Board of Education to vote on redistricting

In less than 10 days, the Chapel Hill-Carrboro City Schools Board of Education will vote on a redistricting plan that could move up to 1,045 elementary students and 108 high school students to a different school.

Northside Elementary, the system’s newest elementary school, will open in the fall in an effort to alleviate crowded classrooms in the system’s 10 existing elementary schools.

At a work session on Dec. 20, the Board of Education reviewed the four proposed redistricting plans.

“Plan 2.1 had the most conversation about it. I think most of the members really liked the balance that was there from the at-risk perspective,” said board member James Barrett.

He expects the board will vote for Plan 2.1 at its Jan. 17 meeting.

“I think there was a majority of the board that was ready to support that at the work session,” he said.

Dozens of parents of students who will be affected by the widespread redistricting plan attended two public hearings in December to voice their concerns.

Ellen Parker, who spoke at the Dec. 12 hearing, has two children at Glenwood Elementary School who will be among Northside’s first batch of students.
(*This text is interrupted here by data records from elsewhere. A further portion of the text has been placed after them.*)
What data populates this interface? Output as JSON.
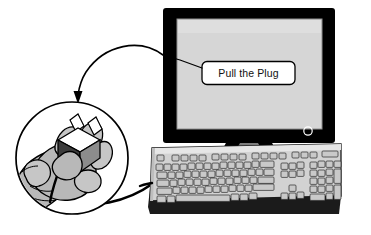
{
  "illustration": {
    "title": "Pull the Plug",
    "description": "Line-art illustration of a CRT computer monitor and keyboard with a magnified circular callout of a hand pulling an electrical power plug",
    "background_color": "#ffffff",
    "line_color": "#000000"
  },
  "monitor": {
    "label": "computer-monitor",
    "bezel_color": "#000000",
    "screen_color": "#d6d6d6",
    "screen_border_color": "#8f8f8f",
    "power_led": {
      "label": "power-indicator",
      "shape": "circle",
      "color": "#ffffff"
    },
    "stand": {
      "label": "monitor-stand",
      "color": "#7d7d7d"
    },
    "screen_message": {
      "label": "screen-callout-box",
      "text": "Pull the Plug",
      "box_fill": "#ffffff",
      "box_stroke": "#000000",
      "text_color": "#111111"
    }
  },
  "keyboard": {
    "label": "computer-keyboard",
    "body_color": "#d2d2d2",
    "body_top_color": "#e6e6e6",
    "base_color": "#1b1b1b",
    "key_fill": "#c9c9c9",
    "key_shadow": "#8a8a8a",
    "key_stroke": "#2a2a2a",
    "clusters": [
      {
        "name": "escape-key",
        "keys": 1
      },
      {
        "name": "function-keys-f1-f4",
        "keys": 4
      },
      {
        "name": "function-keys-f5-f8",
        "keys": 4
      },
      {
        "name": "function-keys-f9-f12",
        "keys": 4
      },
      {
        "name": "system-keys",
        "keys": 3
      },
      {
        "name": "led-strip",
        "keys": 1
      },
      {
        "name": "main-typing-area",
        "keys": 61
      },
      {
        "name": "navigation-cluster",
        "keys": 6
      },
      {
        "name": "arrow-keys",
        "keys": 4
      },
      {
        "name": "numeric-keypad",
        "keys": 17
      }
    ]
  },
  "magnifier": {
    "label": "magnified-circle-callout",
    "stroke_color": "#000000",
    "fill_color": "#ffffff"
  },
  "hand": {
    "label": "hand-holding-plug",
    "skin_fill": "#b8b8b8",
    "skin_highlight": "#e2e2e2",
    "outline": "#000000"
  },
  "plug": {
    "label": "electrical-power-plug",
    "body_top_color": "#ffffff",
    "body_side_color": "#3c3c3c",
    "body_front_color": "#8c8c8c",
    "prong_color": "#ffffff",
    "prong_count": 2
  },
  "cable": {
    "label": "power-cable",
    "color": "#000000",
    "description": "cable running from the plug callout to the keyboard"
  },
  "pointer_arrow": {
    "label": "callout-arrow",
    "color": "#000000",
    "description": "curved arrow from the screen message down to the magnified circle"
  },
  "leader_line": {
    "label": "callout-leader-line",
    "color": "#000000"
  }
}
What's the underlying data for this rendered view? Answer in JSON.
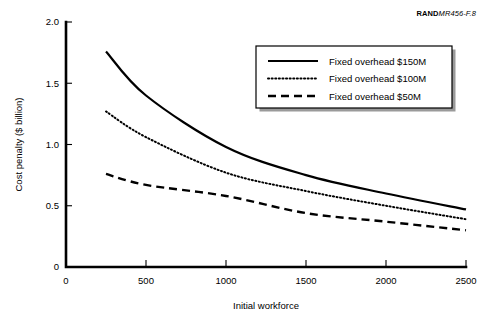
{
  "source_tag": {
    "rand_mark": "RAND",
    "doc_id": "MR456-F.8"
  },
  "chart_data": {
    "type": "line",
    "title": "",
    "xlabel": "Initial workforce",
    "ylabel": "Cost penalty ($ billion)",
    "xlim": [
      0,
      2500
    ],
    "ylim": [
      0,
      2.0
    ],
    "xticks": [
      0,
      500,
      1000,
      1500,
      2000,
      2500
    ],
    "xtick_labels": [
      "0",
      "500",
      "1000",
      "1500",
      "2000",
      "2500"
    ],
    "yticks": [
      0,
      0.5,
      1.0,
      1.5,
      2.0
    ],
    "ytick_labels": [
      "0",
      "0.5",
      "1.0",
      "1.5",
      "2.0"
    ],
    "grid": false,
    "legend_position": "upper right",
    "x": [
      250,
      500,
      1000,
      1500,
      2000,
      2500
    ],
    "series": [
      {
        "name": "Fixed overhead $150M",
        "style": "solid",
        "color": "#000000",
        "values": [
          1.76,
          1.4,
          0.98,
          0.75,
          0.6,
          0.47
        ]
      },
      {
        "name": "Fixed overhead $100M",
        "style": "dotted",
        "color": "#000000",
        "values": [
          1.27,
          1.06,
          0.77,
          0.62,
          0.5,
          0.39
        ]
      },
      {
        "name": "Fixed overhead $50M",
        "style": "dashed",
        "color": "#000000",
        "values": [
          0.76,
          0.67,
          0.58,
          0.44,
          0.37,
          0.3
        ]
      }
    ]
  }
}
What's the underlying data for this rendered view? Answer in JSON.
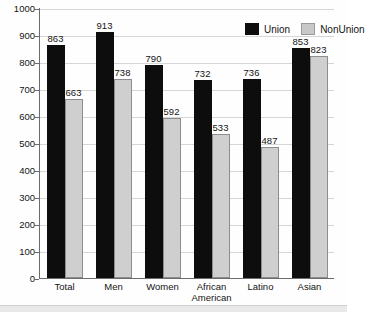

She said in an interview she and her children love Glenwood, but she is not worried about the transition to Northside.

“Kids are resilient. Redistricting is really not that big of a deal,” she said.

Her primary concern is that the schools have a balanced number of at-risk students.

“As an educator, I have worked with at-risk students before and when you put too many at-risk students in one classroom, it’s extremely stressful as a teacher,” she said.

Other parents are concerned about the distance their children will have to travel to their new school.

Chapel Hill resident Laurie Macmillan has two children at Carrboro High School who might be redistricted to Chapel Hill High School.

She said she thinks the move will be particularly difficult for high school students, who are already part of a community.

“They just keep pushing us to a high school that is ridiculously far away,” she said. “It’s just not fair to these kids. It’s too far and it’s too much time.”

Steve Turner, a counselor at Carrboro High School, said he expects he will be counseling students who will be redistricted in the 2013-14 year.

“It can be a very traumatic experience,” he said. “They try to keep it as painless as they can, but it’s never really painless.”